Thursday, May 21, 2015

Esperanto on the Air

Our man
on the air
In the early twentieth century, radio—transmitting voice over the air—seemed like something out of science fiction. It was the technology that was going to transform the world, bringing the world closer together. With that great advance, there needed to be a way that all those distant broadcasts could be understood. What a better match for radio than Esperanto?

And who better to promote this than Professor Arnold Christen (misnamed in this article as Arnold Christian). At the time the Washington Herald wrote about his plans for a series of lectures and addresses in Esperanto, he was still using his (former) affiliation with the University of Glascow, although he had been in the United States since 1909, without holding any formal university affiliation. At the time that he was proclaiming that Esperanto and radio were a perfect match, he had been a naturalized citizen since 1914.


When the Washington Herald says that Christen “has arrived in the United States,” they were getting more than his name wrong. All that seems to have been something from a decade before. This is their article from their May 21, 1922 edition:

Radio May Help Universal Tongue
Belief that a universal language, possibly Esperanto, will be the logical outcome of radio telephone was expressed by Prof. A. Christian, of the department of languages of the University of Glasgow, at the headquarters of the Esperanto Society, New York. Prof Christian has arrived in the United States to deliver a series of lectures at Columbia University, before the National Geographic Society in Washington, at the Universities of Pittsburgh and Pennsylvania, and before the Washington High schools.

He has just accepted the appointment by the management of the New York radio show as consultant to the show’s advisory committee. Prof Christian will deliver an address in Esperanto through the show’s broadcasting station. It will be the first time that Esperanto has been transmitted by radio.

Another authority on “the universal language” to indorse the views of Prof. Christian is Henry W. Fisher, chief engineer of the Standard Underground Cable Company, at its Perth Amboy plant.

Prof Christian disclosed information indicating that the radio telephone has been an important factor at the Genoa conference.

“The radio telephone,” said Prof Christian, “has enabled diplomatists to ascertain the views of their home governments when the time limitation precluded the use of other media of communication.
“Radio is doing more in Europe to dissipate mistrust and ill feeling and to break down the traditional barriers of secret diplomacy than any other single agency.”
The item is full of typographical errors and inconsistencies. “Prof” is written without a period, except in the second-from-last paragraph. His name is spelled consistently, but incorrectly, throughout. According to the article, he lectured at the University of Pittsburggh.

His talk at the National Geographic Society had happened in 1910 and the lectures at Columbia University in 1913. At the time he was advising some radio station (the article doesn’t make it clear), he had been giving talks since 1910. While he was in Washington, D.C., he gave Esperanto lessons ($4 a class) and lectured at theBureau of American Republics. The bit about the radio show is an odd (perhaps garbled) phrase. He’s on the advisory committee of “the New York radio show”? There was certainly more than one show broadcast from New York in 1922. And did any of them need an advisory committee? Professor Christen would continue to promote a connection between radio and Esperanto.

The other Esperanto expert, Mr. Henry Fisher, of the Standard Underground Cable Company, was a thirty-seven-year-old civil engineer living in Perth Amboy, New Jersey. Mr. Fisher was himself a prominent Esperantist, and in 1912 was elected president of the Esperanto Association of North America. Mr. Fisher has the distinction of being the first EANA president who was actually an Esperanto speaker. He held that position until 1916, when he was succeeded by J. D. Hailman.

Among Mr. Fisher’s accomplishments was a play promoting Esperanto, The Surprises at Sylvia Farm. Unfortunately, no one seems to have made a copy available online. He clearly remained an active member of the Esperanto movement after stepping down as president.

Update: I initially got the name of Fisher's successor wrong. Mia kulpo.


## Exercise details
From the entries below, copy every line that has the word "FILTRAR".

## Input records
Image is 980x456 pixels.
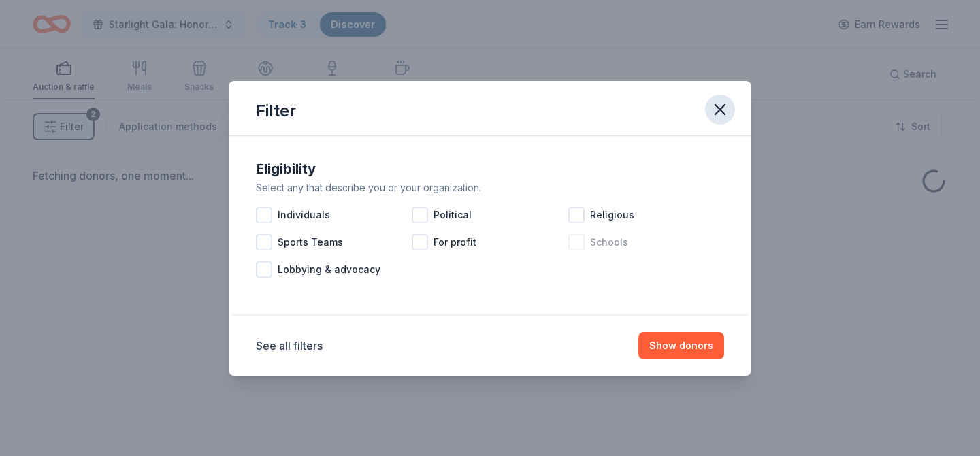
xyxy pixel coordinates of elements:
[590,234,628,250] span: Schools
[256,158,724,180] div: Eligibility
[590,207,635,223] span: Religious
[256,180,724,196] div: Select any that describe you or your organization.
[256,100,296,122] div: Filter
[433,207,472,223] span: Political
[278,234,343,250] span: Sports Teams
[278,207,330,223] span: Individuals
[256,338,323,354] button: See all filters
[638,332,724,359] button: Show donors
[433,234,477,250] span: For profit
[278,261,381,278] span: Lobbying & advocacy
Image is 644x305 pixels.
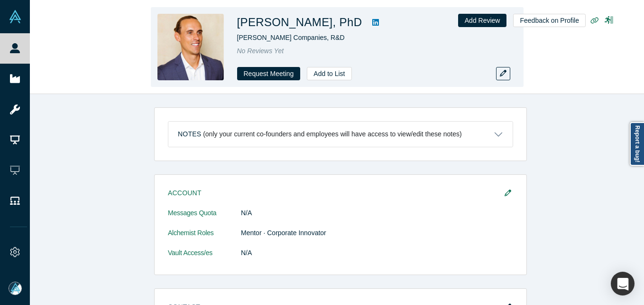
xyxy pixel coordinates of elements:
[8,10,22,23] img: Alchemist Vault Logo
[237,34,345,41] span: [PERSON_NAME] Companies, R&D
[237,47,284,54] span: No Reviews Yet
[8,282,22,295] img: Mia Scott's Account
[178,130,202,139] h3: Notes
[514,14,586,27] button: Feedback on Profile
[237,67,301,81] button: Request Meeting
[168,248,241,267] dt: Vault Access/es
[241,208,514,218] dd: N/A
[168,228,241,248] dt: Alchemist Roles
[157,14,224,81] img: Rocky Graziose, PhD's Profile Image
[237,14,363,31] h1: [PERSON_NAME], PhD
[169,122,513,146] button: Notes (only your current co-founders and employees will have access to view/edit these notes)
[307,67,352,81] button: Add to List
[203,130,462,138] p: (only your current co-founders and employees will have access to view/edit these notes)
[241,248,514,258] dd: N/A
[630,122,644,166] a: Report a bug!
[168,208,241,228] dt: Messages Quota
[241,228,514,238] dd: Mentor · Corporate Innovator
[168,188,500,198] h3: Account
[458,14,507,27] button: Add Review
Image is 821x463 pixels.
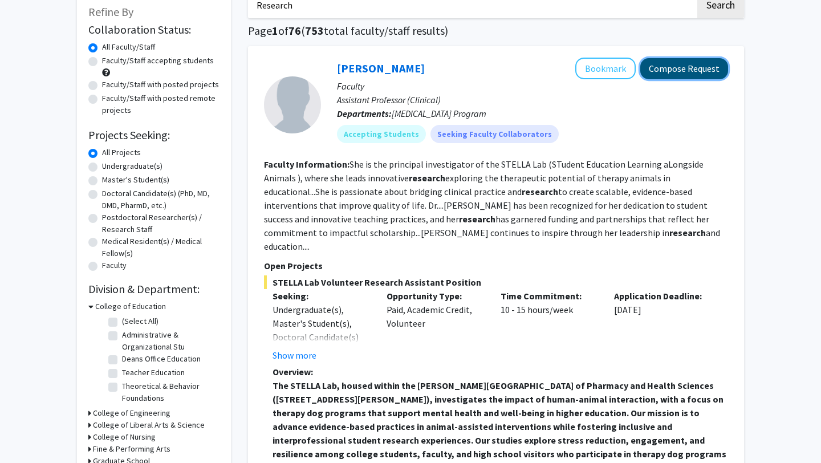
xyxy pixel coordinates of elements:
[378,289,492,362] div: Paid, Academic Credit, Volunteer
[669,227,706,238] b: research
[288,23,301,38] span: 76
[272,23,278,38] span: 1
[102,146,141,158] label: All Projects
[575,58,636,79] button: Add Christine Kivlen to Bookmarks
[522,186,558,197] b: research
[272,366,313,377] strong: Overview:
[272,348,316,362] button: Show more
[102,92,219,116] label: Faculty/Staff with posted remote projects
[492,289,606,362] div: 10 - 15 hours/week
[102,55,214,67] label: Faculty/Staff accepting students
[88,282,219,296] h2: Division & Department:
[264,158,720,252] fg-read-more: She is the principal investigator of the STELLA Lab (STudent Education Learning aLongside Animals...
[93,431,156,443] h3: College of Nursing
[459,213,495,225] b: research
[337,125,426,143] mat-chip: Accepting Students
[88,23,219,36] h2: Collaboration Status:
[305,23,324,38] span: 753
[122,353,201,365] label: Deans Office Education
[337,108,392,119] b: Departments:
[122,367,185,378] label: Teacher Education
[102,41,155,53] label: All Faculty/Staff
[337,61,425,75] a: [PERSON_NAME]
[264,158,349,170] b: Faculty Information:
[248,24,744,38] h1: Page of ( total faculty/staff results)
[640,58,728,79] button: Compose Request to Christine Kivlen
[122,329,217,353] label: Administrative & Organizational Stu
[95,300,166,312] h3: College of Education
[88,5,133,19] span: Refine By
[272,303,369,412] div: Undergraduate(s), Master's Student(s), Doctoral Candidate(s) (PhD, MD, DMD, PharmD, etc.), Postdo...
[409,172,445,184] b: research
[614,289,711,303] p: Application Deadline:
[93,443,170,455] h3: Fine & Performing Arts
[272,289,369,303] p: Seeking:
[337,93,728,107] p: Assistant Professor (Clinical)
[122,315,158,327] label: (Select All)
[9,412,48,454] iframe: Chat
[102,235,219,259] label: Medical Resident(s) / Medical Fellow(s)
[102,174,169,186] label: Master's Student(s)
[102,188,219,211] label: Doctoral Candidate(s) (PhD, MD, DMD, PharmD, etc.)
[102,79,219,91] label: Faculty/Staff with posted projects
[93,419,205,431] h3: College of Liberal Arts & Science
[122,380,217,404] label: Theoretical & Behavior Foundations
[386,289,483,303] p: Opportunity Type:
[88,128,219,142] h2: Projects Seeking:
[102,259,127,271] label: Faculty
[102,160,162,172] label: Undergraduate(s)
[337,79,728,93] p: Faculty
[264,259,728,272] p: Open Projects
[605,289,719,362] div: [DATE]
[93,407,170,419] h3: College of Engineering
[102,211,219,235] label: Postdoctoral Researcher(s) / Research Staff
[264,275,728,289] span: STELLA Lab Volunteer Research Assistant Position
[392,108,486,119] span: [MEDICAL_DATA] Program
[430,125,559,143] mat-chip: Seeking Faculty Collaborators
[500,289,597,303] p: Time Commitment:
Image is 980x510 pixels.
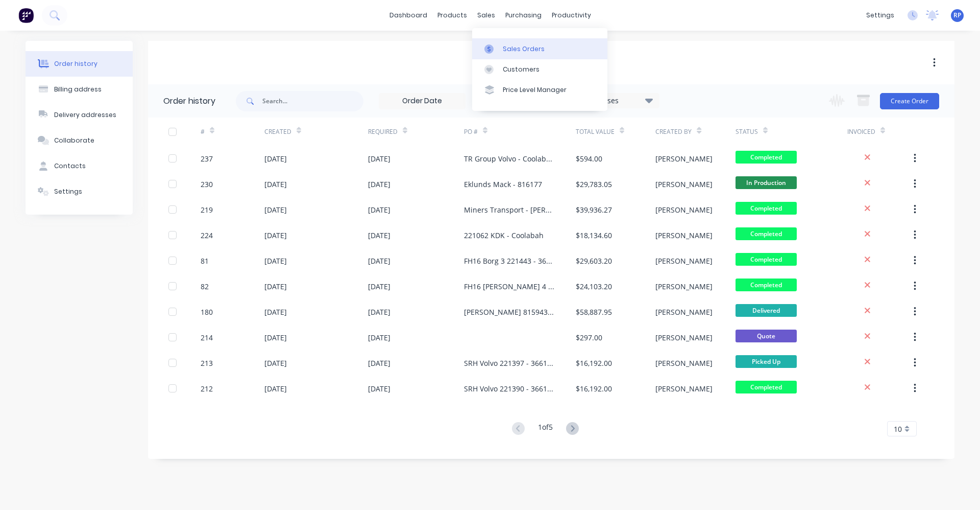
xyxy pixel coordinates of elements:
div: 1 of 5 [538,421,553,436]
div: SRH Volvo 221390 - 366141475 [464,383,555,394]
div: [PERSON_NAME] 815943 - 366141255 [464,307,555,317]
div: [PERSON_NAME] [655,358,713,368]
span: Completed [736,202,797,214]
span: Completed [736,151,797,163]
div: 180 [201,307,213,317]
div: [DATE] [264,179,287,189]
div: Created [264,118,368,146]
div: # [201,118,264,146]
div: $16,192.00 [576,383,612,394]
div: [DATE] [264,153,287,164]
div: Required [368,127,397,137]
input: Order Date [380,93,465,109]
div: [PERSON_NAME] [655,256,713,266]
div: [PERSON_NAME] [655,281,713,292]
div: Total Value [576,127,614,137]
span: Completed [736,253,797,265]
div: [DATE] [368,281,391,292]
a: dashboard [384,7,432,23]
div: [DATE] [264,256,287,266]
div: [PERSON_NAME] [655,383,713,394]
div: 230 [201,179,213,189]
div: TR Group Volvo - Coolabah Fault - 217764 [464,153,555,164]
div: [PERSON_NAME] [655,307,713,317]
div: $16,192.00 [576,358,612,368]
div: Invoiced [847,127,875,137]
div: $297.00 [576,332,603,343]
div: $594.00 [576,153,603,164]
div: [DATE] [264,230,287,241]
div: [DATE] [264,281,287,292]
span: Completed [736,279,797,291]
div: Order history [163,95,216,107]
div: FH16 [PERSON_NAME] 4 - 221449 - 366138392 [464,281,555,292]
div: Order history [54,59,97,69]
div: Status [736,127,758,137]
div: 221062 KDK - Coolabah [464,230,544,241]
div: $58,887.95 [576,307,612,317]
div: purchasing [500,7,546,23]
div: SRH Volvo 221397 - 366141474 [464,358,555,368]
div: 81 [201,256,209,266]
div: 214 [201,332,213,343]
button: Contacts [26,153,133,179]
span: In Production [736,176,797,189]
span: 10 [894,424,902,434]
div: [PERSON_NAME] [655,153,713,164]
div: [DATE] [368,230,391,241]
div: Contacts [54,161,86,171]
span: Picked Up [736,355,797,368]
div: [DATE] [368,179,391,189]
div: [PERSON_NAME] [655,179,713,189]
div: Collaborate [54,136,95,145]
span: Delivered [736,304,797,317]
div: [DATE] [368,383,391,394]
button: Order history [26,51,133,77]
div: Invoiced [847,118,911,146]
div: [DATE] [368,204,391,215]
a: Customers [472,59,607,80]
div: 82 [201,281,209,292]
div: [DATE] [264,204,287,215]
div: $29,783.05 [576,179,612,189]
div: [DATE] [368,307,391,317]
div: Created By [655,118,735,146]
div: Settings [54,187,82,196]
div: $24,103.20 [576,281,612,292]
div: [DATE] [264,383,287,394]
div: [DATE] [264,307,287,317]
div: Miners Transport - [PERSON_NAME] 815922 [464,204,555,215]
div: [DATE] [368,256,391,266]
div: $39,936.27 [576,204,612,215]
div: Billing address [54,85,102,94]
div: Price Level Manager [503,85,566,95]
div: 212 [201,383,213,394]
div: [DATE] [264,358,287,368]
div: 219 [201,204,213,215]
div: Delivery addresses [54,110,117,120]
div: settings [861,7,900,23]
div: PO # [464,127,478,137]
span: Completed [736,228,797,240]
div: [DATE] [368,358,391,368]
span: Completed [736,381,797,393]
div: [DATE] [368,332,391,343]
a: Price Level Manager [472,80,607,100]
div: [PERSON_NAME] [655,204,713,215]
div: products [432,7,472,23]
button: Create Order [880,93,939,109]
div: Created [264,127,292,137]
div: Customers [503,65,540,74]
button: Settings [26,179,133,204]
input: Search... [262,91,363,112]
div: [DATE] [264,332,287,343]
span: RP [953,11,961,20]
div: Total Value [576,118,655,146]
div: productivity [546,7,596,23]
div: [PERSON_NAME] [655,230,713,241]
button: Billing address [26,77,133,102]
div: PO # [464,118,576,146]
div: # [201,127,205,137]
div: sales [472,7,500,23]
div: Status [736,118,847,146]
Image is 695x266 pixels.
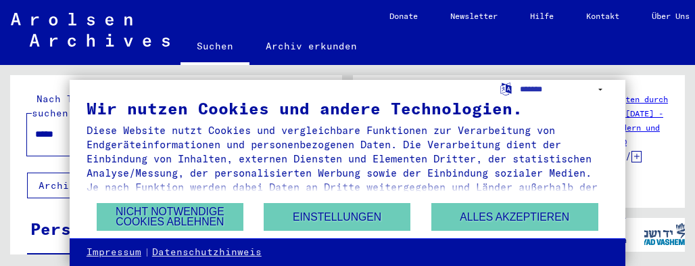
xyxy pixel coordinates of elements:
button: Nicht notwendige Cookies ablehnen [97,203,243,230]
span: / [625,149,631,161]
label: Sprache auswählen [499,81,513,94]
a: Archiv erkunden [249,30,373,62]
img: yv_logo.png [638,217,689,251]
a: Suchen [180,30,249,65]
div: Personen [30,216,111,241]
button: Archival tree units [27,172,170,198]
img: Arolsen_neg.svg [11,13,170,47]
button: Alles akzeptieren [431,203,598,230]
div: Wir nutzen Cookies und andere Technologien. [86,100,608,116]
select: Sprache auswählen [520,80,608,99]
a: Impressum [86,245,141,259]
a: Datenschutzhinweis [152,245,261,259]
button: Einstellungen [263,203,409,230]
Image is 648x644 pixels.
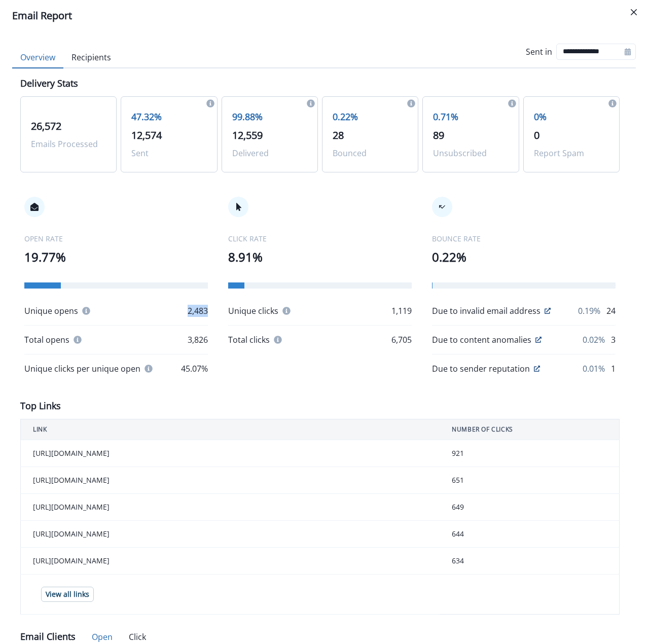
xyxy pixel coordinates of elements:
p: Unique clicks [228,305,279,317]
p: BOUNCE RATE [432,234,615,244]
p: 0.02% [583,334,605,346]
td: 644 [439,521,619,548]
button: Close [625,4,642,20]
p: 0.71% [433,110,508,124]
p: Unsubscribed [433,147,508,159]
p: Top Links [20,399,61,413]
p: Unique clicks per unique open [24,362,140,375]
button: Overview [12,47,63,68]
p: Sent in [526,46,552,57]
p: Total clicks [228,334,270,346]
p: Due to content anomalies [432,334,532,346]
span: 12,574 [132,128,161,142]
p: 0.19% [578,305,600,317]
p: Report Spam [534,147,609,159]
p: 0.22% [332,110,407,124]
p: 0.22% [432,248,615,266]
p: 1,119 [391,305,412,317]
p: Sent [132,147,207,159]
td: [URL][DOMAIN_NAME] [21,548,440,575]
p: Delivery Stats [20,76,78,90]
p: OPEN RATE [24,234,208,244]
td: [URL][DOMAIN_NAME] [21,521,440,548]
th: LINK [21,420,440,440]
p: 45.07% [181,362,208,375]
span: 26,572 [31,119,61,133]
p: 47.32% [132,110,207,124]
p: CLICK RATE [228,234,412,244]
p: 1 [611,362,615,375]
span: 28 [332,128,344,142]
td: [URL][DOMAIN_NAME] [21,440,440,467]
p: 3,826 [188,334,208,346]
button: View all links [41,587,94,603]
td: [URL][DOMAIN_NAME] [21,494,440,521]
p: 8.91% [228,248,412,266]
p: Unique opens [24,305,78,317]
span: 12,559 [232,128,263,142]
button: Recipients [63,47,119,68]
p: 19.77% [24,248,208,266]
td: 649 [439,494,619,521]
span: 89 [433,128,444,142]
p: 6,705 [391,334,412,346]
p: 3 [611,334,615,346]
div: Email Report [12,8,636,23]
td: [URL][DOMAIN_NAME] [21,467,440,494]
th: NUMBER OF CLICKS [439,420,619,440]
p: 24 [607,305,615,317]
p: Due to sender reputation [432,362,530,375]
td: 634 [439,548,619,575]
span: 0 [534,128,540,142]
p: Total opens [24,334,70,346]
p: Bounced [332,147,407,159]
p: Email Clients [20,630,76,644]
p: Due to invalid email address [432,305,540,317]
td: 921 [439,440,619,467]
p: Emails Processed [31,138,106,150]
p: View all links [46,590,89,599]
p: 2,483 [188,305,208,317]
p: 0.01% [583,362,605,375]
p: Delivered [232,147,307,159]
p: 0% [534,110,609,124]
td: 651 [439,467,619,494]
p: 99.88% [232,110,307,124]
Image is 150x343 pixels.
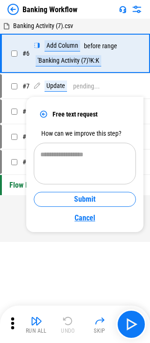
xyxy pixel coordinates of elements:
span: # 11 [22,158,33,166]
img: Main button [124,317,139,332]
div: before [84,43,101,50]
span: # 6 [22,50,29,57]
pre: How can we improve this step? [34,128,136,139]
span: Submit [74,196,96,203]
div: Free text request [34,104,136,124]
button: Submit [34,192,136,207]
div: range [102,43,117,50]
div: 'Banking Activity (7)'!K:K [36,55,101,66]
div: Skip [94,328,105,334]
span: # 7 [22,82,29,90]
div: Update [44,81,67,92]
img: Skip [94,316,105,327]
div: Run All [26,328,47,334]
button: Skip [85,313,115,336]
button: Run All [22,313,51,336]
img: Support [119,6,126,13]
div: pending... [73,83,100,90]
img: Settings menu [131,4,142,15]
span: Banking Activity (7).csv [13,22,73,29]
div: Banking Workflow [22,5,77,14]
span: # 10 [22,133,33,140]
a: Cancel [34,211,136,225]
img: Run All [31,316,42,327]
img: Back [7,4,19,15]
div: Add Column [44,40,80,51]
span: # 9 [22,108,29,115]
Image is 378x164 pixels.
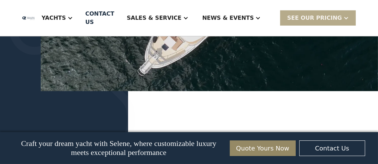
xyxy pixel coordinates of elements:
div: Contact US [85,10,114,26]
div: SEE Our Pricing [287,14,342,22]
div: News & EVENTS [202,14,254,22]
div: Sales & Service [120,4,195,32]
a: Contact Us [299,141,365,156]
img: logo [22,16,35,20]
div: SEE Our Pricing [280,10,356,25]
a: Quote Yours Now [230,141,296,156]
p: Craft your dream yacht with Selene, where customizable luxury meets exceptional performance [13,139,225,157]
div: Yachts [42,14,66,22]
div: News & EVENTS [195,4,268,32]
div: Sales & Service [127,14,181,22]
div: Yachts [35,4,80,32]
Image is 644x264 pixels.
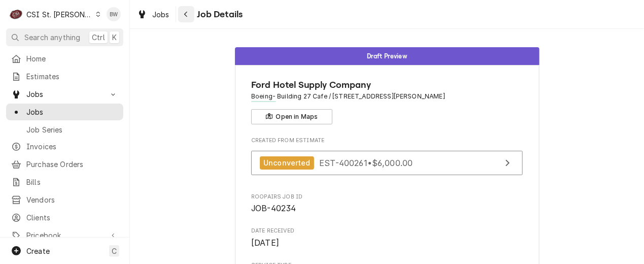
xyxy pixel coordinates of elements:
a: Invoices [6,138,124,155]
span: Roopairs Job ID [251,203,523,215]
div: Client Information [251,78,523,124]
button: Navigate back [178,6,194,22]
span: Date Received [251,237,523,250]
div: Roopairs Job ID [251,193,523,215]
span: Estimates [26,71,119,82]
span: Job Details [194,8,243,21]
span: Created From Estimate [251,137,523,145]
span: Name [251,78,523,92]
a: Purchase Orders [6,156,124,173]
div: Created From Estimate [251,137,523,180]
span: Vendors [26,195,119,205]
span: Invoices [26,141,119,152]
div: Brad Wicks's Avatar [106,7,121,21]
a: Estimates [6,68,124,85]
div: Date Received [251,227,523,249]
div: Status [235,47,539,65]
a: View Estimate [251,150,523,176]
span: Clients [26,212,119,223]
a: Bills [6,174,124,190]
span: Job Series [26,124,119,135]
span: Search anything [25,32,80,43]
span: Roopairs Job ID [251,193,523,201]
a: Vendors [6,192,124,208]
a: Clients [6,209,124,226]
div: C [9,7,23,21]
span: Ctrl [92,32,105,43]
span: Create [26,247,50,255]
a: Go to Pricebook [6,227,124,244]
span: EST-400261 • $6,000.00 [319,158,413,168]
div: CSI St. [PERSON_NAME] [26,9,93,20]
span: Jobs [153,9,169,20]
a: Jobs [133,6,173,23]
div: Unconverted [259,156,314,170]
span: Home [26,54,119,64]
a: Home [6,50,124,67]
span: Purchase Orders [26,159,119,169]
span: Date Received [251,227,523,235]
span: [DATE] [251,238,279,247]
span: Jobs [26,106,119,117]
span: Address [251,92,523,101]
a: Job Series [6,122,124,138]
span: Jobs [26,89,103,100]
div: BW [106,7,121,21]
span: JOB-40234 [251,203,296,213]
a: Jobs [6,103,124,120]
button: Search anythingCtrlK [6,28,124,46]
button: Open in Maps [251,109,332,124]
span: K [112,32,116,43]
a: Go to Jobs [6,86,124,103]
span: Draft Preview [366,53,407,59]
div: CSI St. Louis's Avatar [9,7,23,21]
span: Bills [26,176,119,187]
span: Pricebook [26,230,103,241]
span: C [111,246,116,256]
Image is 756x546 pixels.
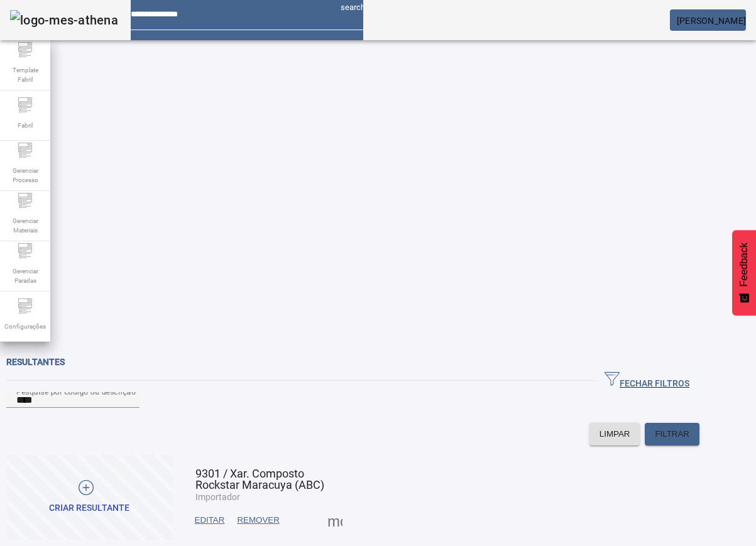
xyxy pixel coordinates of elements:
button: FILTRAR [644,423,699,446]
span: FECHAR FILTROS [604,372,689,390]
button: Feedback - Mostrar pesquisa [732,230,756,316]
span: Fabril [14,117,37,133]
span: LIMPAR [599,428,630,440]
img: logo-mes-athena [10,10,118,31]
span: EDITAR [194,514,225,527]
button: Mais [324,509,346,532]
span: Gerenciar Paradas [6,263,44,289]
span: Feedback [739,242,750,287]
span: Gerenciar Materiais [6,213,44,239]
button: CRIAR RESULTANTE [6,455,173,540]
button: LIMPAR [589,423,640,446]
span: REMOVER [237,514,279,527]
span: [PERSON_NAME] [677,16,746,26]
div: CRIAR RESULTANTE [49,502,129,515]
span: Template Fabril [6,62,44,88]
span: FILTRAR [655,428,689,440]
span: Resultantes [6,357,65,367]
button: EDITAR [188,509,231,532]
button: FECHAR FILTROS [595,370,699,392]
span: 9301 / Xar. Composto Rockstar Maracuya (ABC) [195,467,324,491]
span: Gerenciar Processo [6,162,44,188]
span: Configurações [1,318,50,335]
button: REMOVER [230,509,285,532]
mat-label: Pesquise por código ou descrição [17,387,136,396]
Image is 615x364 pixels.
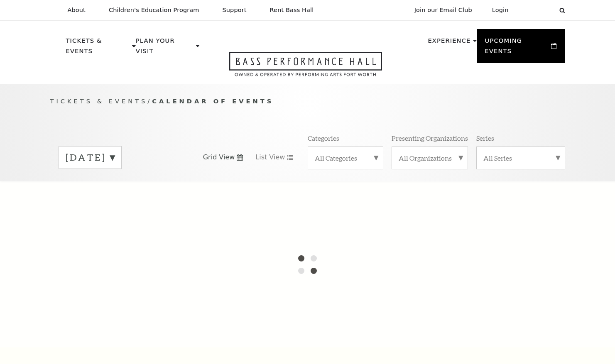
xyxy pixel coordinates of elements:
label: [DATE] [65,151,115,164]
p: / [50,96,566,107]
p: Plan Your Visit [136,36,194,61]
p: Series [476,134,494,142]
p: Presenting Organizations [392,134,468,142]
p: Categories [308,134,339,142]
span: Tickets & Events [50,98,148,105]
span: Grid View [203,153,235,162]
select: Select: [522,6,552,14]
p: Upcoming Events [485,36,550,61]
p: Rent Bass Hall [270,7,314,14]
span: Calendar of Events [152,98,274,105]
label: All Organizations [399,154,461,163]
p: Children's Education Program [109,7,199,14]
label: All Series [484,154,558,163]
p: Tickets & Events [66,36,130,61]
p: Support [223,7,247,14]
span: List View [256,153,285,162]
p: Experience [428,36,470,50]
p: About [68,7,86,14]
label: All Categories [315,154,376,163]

## Exercise result
button: FILTRAR [644,423,699,446]
span: FILTRAR [655,428,689,440]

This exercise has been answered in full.